Symposium I
Symposium II
Exhibition / 52-Hour-Lab
Jean-Baptiste Joly
Vorbemerkungen zu
»Dealing with Fear«


Hans Ulrich Gumbrecht
Since When and Why Are We Afraid
of the Future?


Bertrand Bacqué, Ingrid Wildi Merino
Beetween Fear as a Spectacle
and Interiorized Fear


Vadim Bolshakov
Genetic Roots of Instinctive
and Learned Fear


David N. Bresch
Von irrationalen Ängsten
zu versicherbaren Risiken


Paula Diehl
Dealing with Fear
The Mise en Scène of the SS
in National Socialist Propaganda


Björn Franke
Violent Machines for Troubled Times


Teresa Hubbard, Beate Söntgen
Home and Fear
An Email-Conversation
after the Symposium’s Talk


Iassen Markov, Stephan Trüby
Temple of Janus 2.0
The 5 Codes_Space of Conflict


Jürgen Mayer H., Henry Urbach
Mind the Gap
A Transcript of the Symposium’s Talk


Matthias Aron Megyeri
Sweet Dreams Security® Est. 2003
Notes from an Orwellian City


Jasmeen Patheja, Hemangini Gupta
Fear as Experienced
by Women in Their Cities


Ortwin Renn, Andreas Klinke
Von Prometheus zur Nanotechnologie
Der gesellschaftliche Umgang
mit Risiken und Bedrohungen


Gabi Schillig
The Politics of Lines.
On Architecture/War/Boundaries
and the Production of Space


Gerald Siegmund, Maren Rieger
Die Another Day: Dealing with Fear

Jens Martin Skibsted, Adam Thorpe
Liberty versus Security:
Bikes versus Bombs


Helene Sommer
High over the Borders
Stories of Hummingbirds, Crying Wolves,
and the Bird’s Eye View


Yi Shin Tang
Dealing with the Fear of Abuse
of Intellectual Property Rights
in a Globalized Economy


Margarete Vöhringer
Keine Angst im Labor
Nikolaj Ladovskijs psychotechnische
Architektur im postrevolutionären Moskau


Susanne M. Winterling
Dealing with Fear: an Inside
and an Outside Perspective



Photo Gallery

Jasmeen Patheja, Hemangini Gupta
Fear as Experienced by Women in Their Cities


Fear of being violated on the city streets is often camouflaged or concealed by “appropriate behaviour.” Mothers warn their daughters about what to wear—it must be “respectable;” women cover themselves with shawls and stoles; middle class women do not take public transport if they can help it; young girls need male escorts at night.
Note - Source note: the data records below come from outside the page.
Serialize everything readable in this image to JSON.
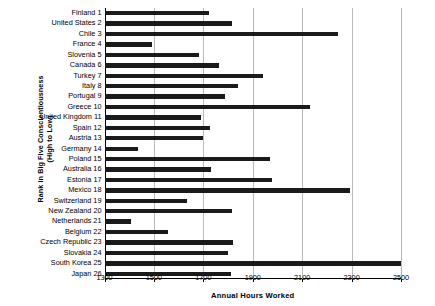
{
  "chart_data": {
    "type": "bar",
    "orientation": "horizontal",
    "title": "",
    "xlabel": "Annual Hours Worked",
    "ylabel": "Rank in Big Five Conscientiousness (High to Low)",
    "ylabel_line1": "Rank in Big Five Conscientiousness",
    "ylabel_line2": "(High to Low)",
    "xlim": [
      1300,
      2500
    ],
    "xticks": [
      1300,
      1500,
      1700,
      1900,
      2100,
      2300,
      2500
    ],
    "xtick_labels": [
      "1300",
      "1500",
      "1700",
      "1900",
      "2100",
      "2300",
      "2500"
    ],
    "grid": "vertical",
    "legend": "none",
    "bar_color": "#1a1a1a",
    "gridline_color": "#b9b9b9",
    "categories": [
      "Finland 1",
      "United States 2",
      "Chile 3",
      "France 4",
      "Slovenia 5",
      "Canada 6",
      "Turkey 7",
      "Italy 8",
      "Portugal 9",
      "Greece 10",
      "United Kingdom 11",
      "Spain 12",
      "Austria 13",
      "Germany 14",
      "Poland 15",
      "Australia 16",
      "Estonia 17",
      "Mexico 18",
      "Switzerland 19",
      "New Zealand 20",
      "Netherlands 21",
      "Belgium 22",
      "Czech Republic 23",
      "Slovakia 24",
      "South Korea 25",
      "Japan 26"
    ],
    "values": [
      1724,
      1814,
      2247,
      1493,
      1683,
      1764,
      1942,
      1842,
      1786,
      2130,
      1690,
      1728,
      1700,
      1436,
      1971,
      1732,
      1979,
      2292,
      1635,
      1814,
      1407,
      1557,
      1822,
      1800,
      2500,
      1810
    ]
  }
}
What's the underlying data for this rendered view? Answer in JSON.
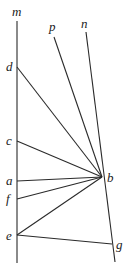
{
  "diagram": {
    "title": "",
    "labels": {
      "m": "m",
      "p": "p",
      "n": "n",
      "d": "d",
      "c": "c",
      "a": "a",
      "f": "f",
      "e": "e",
      "b": "b",
      "g": "g"
    },
    "points": {
      "d": [
        17,
        67
      ],
      "c": [
        17,
        141
      ],
      "a": [
        17,
        181
      ],
      "f": [
        17,
        199
      ],
      "e": [
        17,
        235
      ],
      "b": [
        102,
        177
      ],
      "g": [
        112,
        244
      ]
    },
    "lines": [
      {
        "name": "line-m",
        "from": [
          17,
          21
        ],
        "to": [
          17,
          263
        ]
      },
      {
        "name": "line-n",
        "from": [
          86,
          32
        ],
        "to": [
          115,
          262
        ]
      },
      {
        "name": "line-p",
        "from": [
          54,
          37
        ],
        "to": [
          102,
          177
        ]
      },
      {
        "name": "segment-db",
        "from": "d",
        "to": "b"
      },
      {
        "name": "segment-cb",
        "from": "c",
        "to": "b"
      },
      {
        "name": "segment-ab",
        "from": "a",
        "to": "b"
      },
      {
        "name": "segment-fb",
        "from": "f",
        "to": "b"
      },
      {
        "name": "segment-eb",
        "from": "e",
        "to": "b"
      },
      {
        "name": "segment-eg",
        "from": "e",
        "to": "g"
      }
    ],
    "colors": {
      "stroke": "#2a2a2a",
      "background": "#ffffff",
      "text": "#222222"
    }
  }
}
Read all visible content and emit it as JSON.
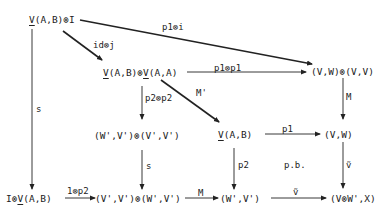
{
  "diagram": {
    "type": "commutative-diagram",
    "nodes": {
      "n1": {
        "pre_u": "V",
        "rest": "(A,B)⊗I"
      },
      "n2": {
        "pre_u": "V",
        "mid": "(A,B)⊗",
        "mid_u": "V",
        "rest": "(A,A)"
      },
      "n3": {
        "text": "(V,W)⊗(V,V)"
      },
      "n4": {
        "text": "(W',V')⊗(V',V')"
      },
      "n5": {
        "pre_u": "V",
        "rest": "(A,B)"
      },
      "n6": {
        "text": "(V,W)"
      },
      "n7": {
        "pre": "I⊗",
        "u": "V",
        "rest": "(A,B)"
      },
      "n8": {
        "text": "(V',V')⊗(W',V')"
      },
      "n9": {
        "text": "(W',V')"
      },
      "n10": {
        "text": "(V⊗W',X)"
      }
    },
    "edges": [
      {
        "from": "n1",
        "to": "n3",
        "label": "p1⊗i"
      },
      {
        "from": "n1",
        "to": "n2",
        "label": "id⊗j"
      },
      {
        "from": "n2",
        "to": "n3",
        "label": "p1⊗p1"
      },
      {
        "from": "n2",
        "to": "n4",
        "label": "p2⊗p2"
      },
      {
        "from": "n2",
        "to": "n5",
        "label": "M'"
      },
      {
        "from": "n3",
        "to": "n6",
        "label": "M"
      },
      {
        "from": "n1",
        "to": "n7",
        "label": "s"
      },
      {
        "from": "n4",
        "to": "n8",
        "label": "s"
      },
      {
        "from": "n5",
        "to": "n6",
        "label": "p1"
      },
      {
        "from": "n5",
        "to": "n9",
        "label": "p2"
      },
      {
        "from": "n6",
        "to": "n10",
        "label": "ṽ"
      },
      {
        "from": "n7",
        "to": "n8",
        "label": "1⊗p2"
      },
      {
        "from": "n8",
        "to": "n9",
        "label": "M"
      },
      {
        "from": "n9",
        "to": "n10",
        "label": "ṽ"
      }
    ],
    "annotations": {
      "pullback": "p.b."
    },
    "colors": {
      "ink": "#222222",
      "background": "#ffffff"
    }
  }
}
Fear is mitigated or mediated by denying the city: covering up the body, choosing to walk on the side of the road with no men; the ladies’ special bus; the “safe” mall over the bustling street market.

Blank Noise is a volunteer led community arts collective based in India that addresses the issue of street sexual violence/“eve teasing.”

http://blog.blanknoise.org is a living, growing, and evolving document of the project. Besides being an announcement space, it also creates room for debates and discussions centered around women’s experiences of their cities. It also invites the women to be Action Heroes by sharing testimonials of street sexual violence as experienced by them. Their stories of everyday street resistance are archived at this blog http://actionheroes.blanknoise.org

A substantial part of the project has been devoted to documenting women’s responses to the city. These responses are shaped by ways in which women imagine themselves and link inextricably back to notions of “acceptable,” often “feminine” or “feminised” behavior and that which is believed to be unreconcilable with this femininity.

Fear—that which is experienced when one senses danger. Danger is that which causes harm. Cities and its public spaces have typically been unsafe and dangerous for women. The city is comprised of strangers and “strange bodies.” Strange bodies are constantly coping with the presence of another alien body. The victim’s body has a memory that has been transferred through the act of re-telling, re-interpreting, and hence re-building the notion of the victimized self. This part of the presentation explores the anxiety filled body. The anxious body is alert, is on guard, and in defense. Regular everyday objects are transformed into weapons of defense. The anxious body is either highly visible, invisible, or camouflaged.